While number of calories taken in versus used will always be the the biggest factor in weight loss, the type of diet can make a difference too. If you want to lose fat instead of muscle, for example, or if you want to lower your triglyceride levels so you'll be less likely to develop diabetes and heart disease.
A new study by Donald Layman, a University of Illinois professor emeritus of nutrition, followed the weight-loss efforts of 130 persons at two sites, the U of I and Penn State University, during 4 months of active weight loss and 8 months of maintenance.
As researchers continue to examine the role of sweeteners in the diet, it's important that people understand the differences among various ingredients used in scientific studies, according to the Corn Refiners Association (CRA). Interchanging two distinctly different ingredients, such as pure fructose and high fructose corn syrup, creates factually incorrect conclusions and misleads consumers.
Recent studies using pure fructose that purport to show that the body processes high fructose corn syrup differently than other sugars due to fructose content are a classic example of this problem because pure fructose cannot be extrapolated to high fructose corn syrup. The abnormally high levels of pure fructose used in these studies are not found in the human diet.
72.28 percent of drug addicted men claim to have consumed drugs to be able to have sexual relations and most of them (58%) choose cocaine for this purpose. Of course, they're drug-addicted men so they may also say they do it to cook dinner.
The irony is that it's self-defeating, since cocaine is the most debilitating common drug when it comes to sexual performance.
It's not just men. 37.50% of drug addicted women do the same thing, resorting to cocaine (37%), speed balls (the colloquial term for intravenous use of heroin and cocaine together) at 25% and alcohol at 25%.
The Martian volcano Olympus Mons is about three times the height of Mount Everest but it's the small details that Rice University professors Patrick McGovern and Julia Morgan are looking at in thinking about whether the Red Planet ever had life.
Using a computer modeling system to figure out how Olympus Mons came to be, McGovern and Morgan reached the surprising conclusion that pockets of ancient water may still be trapped under the mountain.
If there's still ancient water, there may still be ancient life, they say. Their research is published in Geology.
Most college students will admit to searching their couch cushions for extra coins to do laundry. But Jon McKinney's cushion hunt isn't about finding money. He wants to help epidemiologists identify what's triggering diseases like asthma in children, and he's got the backing of the Environmental Protection Agency.
Working with Dr. Glenn Morrison, associate professor of environmental engineering at Missouri University of Science and Technology, the junior is developing the science behind “building forensics,” an emerging field that lies at the outer edge of environmental engineering.
Nanomaterials like carbon possess unique properties, which have led to first applications in novel electronic devices and sensors. These materials are based on ordered, atomically thin layers of carbon atoms, for example in the form of a single layer as so-called “graphene”, or rolled-up in carbon nanotubes.
The electronic properties of such structures are closely related to those of graphite, which consists of a stack of graphene sheets. Despite intensive research in the past, the fundamental behavior of electrons in this material are not fully understood and still controversially debated.
NASA's Cassini spacecraft has found within Saturn's G ring an embedded moonlet that appears as a faint, moving pinprick of light. Scientists now believe it is a main source of the G ring and its single ring arc.
Carl Zimmer
discusses his piece in
Science. It’s about the 2005 discovery of potential blood vessels from none other than T-Rex. The trouble is that now there are a few scientists who aren’t all that convinced, instead saying that the vessels are in fact just a bunch of bacterial goo!
That’s all fine and dandy, but what I liked was this comment by one of the original authors, Mary Schweitzer
I am not a gambler, except when it comes to my own life. I'm referring to my astronaut application a few years back. I was not happy the selection committee was happy for me being pregnant and used that as an excuse to not allow any further tests on me. I will forever hate that committee; but I love my son.
If you need another reason to drink your daily glass of wine, here’s one. According to a recent study, not only is moderate consumption of alcohol good for your heart, but also benefits your bone health.
Researchers at the Jean Mayer USDA Human Nutrition Research Center on Aging at Tufts University found in their study that in men and post-menopausal women who participated in regular consumption of moderate
amounts of alcohol showed greater bone mineral densities.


Exact copies of all the entries are required, and no pictures should appear in them.
+++++
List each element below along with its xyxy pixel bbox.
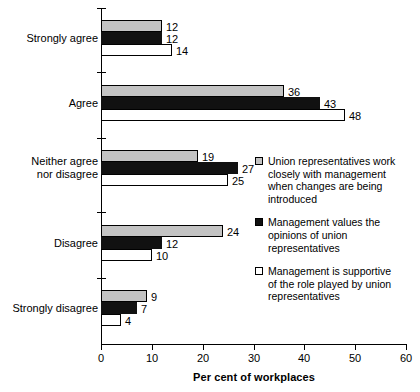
bar xyxy=(101,290,147,302)
legend-entry: Management is supportiveof the role play… xyxy=(255,265,417,303)
bar xyxy=(101,32,162,44)
bar-value-label: 7 xyxy=(141,303,147,315)
category-label-line: Disagree xyxy=(0,237,98,250)
bar xyxy=(101,249,152,261)
y-axis-tick xyxy=(97,278,106,279)
y-axis-tick-top xyxy=(97,8,106,9)
legend-swatch-icon xyxy=(255,157,263,165)
x-axis-tick-label: 10 xyxy=(132,352,172,364)
legend-entry: Union representatives workclosely with m… xyxy=(255,155,417,205)
legend-swatch-icon xyxy=(255,267,263,275)
category-label-line: Strongly agree xyxy=(0,32,98,45)
legend-label-line: Union representatives work xyxy=(268,155,417,168)
chart-legend: Union representatives workclosely with m… xyxy=(255,155,417,314)
bar-value-label: 12 xyxy=(166,238,178,250)
bar xyxy=(101,150,198,162)
x-axis-tick xyxy=(304,345,305,350)
y-axis-tick xyxy=(97,72,106,73)
bar-value-label: 4 xyxy=(125,315,131,327)
bar xyxy=(101,97,320,109)
x-axis-tick-label: 0 xyxy=(81,352,121,364)
x-axis-tick-label: 20 xyxy=(183,352,223,364)
bar-value-label: 14 xyxy=(176,45,188,57)
category-label: Disagree xyxy=(0,237,98,250)
x-axis-title: Per cent of workplaces xyxy=(101,371,407,383)
category-label: Neither agreenor disagree xyxy=(0,155,98,181)
category-label-line: Neither agree xyxy=(0,155,98,168)
x-axis-tick xyxy=(254,345,255,350)
bar xyxy=(101,109,345,121)
legend-label-line: representatives xyxy=(268,242,417,255)
x-axis-tick xyxy=(203,345,204,350)
legend-swatch-icon xyxy=(255,218,263,226)
bar-value-label: 10 xyxy=(156,250,168,262)
bar xyxy=(101,85,284,97)
x-axis-tick-label: 40 xyxy=(284,352,324,364)
bar xyxy=(101,20,162,32)
bar-value-label: 48 xyxy=(349,110,361,122)
legend-label-line: introduced xyxy=(268,193,417,206)
x-axis-tick xyxy=(152,345,153,350)
legend-label-line: opinions of union xyxy=(268,229,417,242)
bar-value-label: 9 xyxy=(151,291,157,303)
legend-label-line: when changes are being xyxy=(268,180,417,193)
bar-value-label: 24 xyxy=(227,226,239,238)
bar-value-label: 12 xyxy=(166,21,178,33)
x-axis-tick xyxy=(101,345,102,350)
legend-label-line: closely with management xyxy=(268,168,417,181)
y-axis-tick xyxy=(97,212,106,213)
bar xyxy=(101,44,172,56)
bar xyxy=(101,225,223,237)
category-label-line: Agree xyxy=(0,97,98,110)
legend-entry: Management values theopinions of unionre… xyxy=(255,216,417,254)
bar xyxy=(101,302,137,314)
bar xyxy=(101,174,228,186)
bar xyxy=(101,314,121,326)
x-axis-tick-label: 30 xyxy=(234,352,274,364)
x-axis-tick xyxy=(355,345,356,350)
category-label: Strongly agree xyxy=(0,32,98,45)
category-label: Agree xyxy=(0,97,98,110)
bar xyxy=(101,237,162,249)
legend-label-line: Management values the xyxy=(268,216,417,229)
category-label-line: Strongly disagree xyxy=(0,302,98,315)
bar xyxy=(101,162,238,174)
legend-label-line: of the role played by union xyxy=(268,278,417,291)
legend-label-line: Management is supportive xyxy=(268,265,417,278)
x-axis-tick-label: 60 xyxy=(386,352,420,364)
bar-value-label: 27 xyxy=(242,163,254,175)
y-axis-tick xyxy=(97,138,106,139)
category-label: Strongly disagree xyxy=(0,302,98,315)
x-axis-tick xyxy=(406,345,407,350)
category-label-line: nor disagree xyxy=(0,168,98,181)
x-axis-tick-label: 50 xyxy=(335,352,375,364)
legend-label-line: representatives xyxy=(268,290,417,303)
grouped-bar-chart: 0102030405060 Strongly agreeAgreeNeither… xyxy=(0,0,420,392)
bar-value-label: 25 xyxy=(232,175,244,187)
+++++
- [Answer section]
List each element below along with its xyxy pixel bbox.
bar xyxy=(101,290,147,302)
legend-entry: Management is supportiveof the role play… xyxy=(255,265,417,303)
bar xyxy=(101,32,162,44)
bar-value-label: 7 xyxy=(141,303,147,315)
category-label-line: Disagree xyxy=(0,237,98,250)
bar xyxy=(101,249,152,261)
y-axis-tick xyxy=(97,278,106,279)
y-axis-tick-top xyxy=(97,8,106,9)
legend-swatch-icon xyxy=(255,157,263,165)
x-axis-tick-label: 10 xyxy=(132,352,172,364)
legend-entry: Union representatives workclosely with m… xyxy=(255,155,417,205)
legend-swatch-icon xyxy=(255,267,263,275)
category-label-line: Strongly agree xyxy=(0,32,98,45)
legend-label-line: Union representatives work xyxy=(268,155,417,168)
chart-legend: Union representatives workclosely with m… xyxy=(255,155,417,314)
bar-value-label: 12 xyxy=(166,238,178,250)
bar xyxy=(101,150,198,162)
x-axis-tick xyxy=(304,345,305,350)
y-axis-tick xyxy=(97,72,106,73)
bar-value-label: 4 xyxy=(125,315,131,327)
bar xyxy=(101,97,320,109)
x-axis-tick-label: 0 xyxy=(81,352,121,364)
x-axis-tick-label: 20 xyxy=(183,352,223,364)
bar-value-label: 14 xyxy=(176,45,188,57)
category-label: Disagree xyxy=(0,237,98,250)
x-axis-title: Per cent of workplaces xyxy=(101,371,407,383)
category-label: Neither agreenor disagree xyxy=(0,155,98,181)
category-label-line: Neither agree xyxy=(0,155,98,168)
x-axis-tick xyxy=(254,345,255,350)
bar xyxy=(101,109,345,121)
legend-label-line: representatives xyxy=(268,242,417,255)
x-axis-tick xyxy=(203,345,204,350)
legend-swatch-icon xyxy=(255,218,263,226)
bar-value-label: 10 xyxy=(156,250,168,262)
bar xyxy=(101,85,284,97)
x-axis-tick-label: 40 xyxy=(284,352,324,364)
bar xyxy=(101,20,162,32)
bar-value-label: 48 xyxy=(349,110,361,122)
legend-label-line: introduced xyxy=(268,193,417,206)
x-axis-tick xyxy=(152,345,153,350)
legend-label-line: opinions of union xyxy=(268,229,417,242)
bar-value-label: 9 xyxy=(151,291,157,303)
legend-label-line: when changes are being xyxy=(268,180,417,193)
bar-value-label: 24 xyxy=(227,226,239,238)
bar-value-label: 12 xyxy=(166,21,178,33)
x-axis-tick xyxy=(101,345,102,350)
legend-label-line: closely with management xyxy=(268,168,417,181)
y-axis-tick xyxy=(97,212,106,213)
bar xyxy=(101,44,172,56)
bar xyxy=(101,225,223,237)
category-label-line: Agree xyxy=(0,97,98,110)
legend-entry: Management values theopinions of unionre… xyxy=(255,216,417,254)
bar xyxy=(101,302,137,314)
bar xyxy=(101,174,228,186)
bar xyxy=(101,314,121,326)
x-axis-tick-label: 30 xyxy=(234,352,274,364)
x-axis-tick xyxy=(355,345,356,350)
category-label: Strongly agree xyxy=(0,32,98,45)
category-label: Agree xyxy=(0,97,98,110)
bar xyxy=(101,237,162,249)
legend-label-line: Management values the xyxy=(268,216,417,229)
category-label-line: Strongly disagree xyxy=(0,302,98,315)
bar xyxy=(101,162,238,174)
legend-label-line: of the role played by union xyxy=(268,278,417,291)
legend-label-line: Management is supportive xyxy=(268,265,417,278)
x-axis-tick-label: 60 xyxy=(386,352,420,364)
bar-value-label: 27 xyxy=(242,163,254,175)
y-axis-tick xyxy=(97,138,106,139)
category-label: Strongly disagree xyxy=(0,302,98,315)
x-axis-tick xyxy=(406,345,407,350)
category-label-line: nor disagree xyxy=(0,168,98,181)
x-axis-tick-label: 50 xyxy=(335,352,375,364)
legend-label-line: representatives xyxy=(268,290,417,303)
grouped-bar-chart: 0102030405060 Strongly agreeAgreeNeither… xyxy=(0,0,420,392)
bar-value-label: 25 xyxy=(232,175,244,187)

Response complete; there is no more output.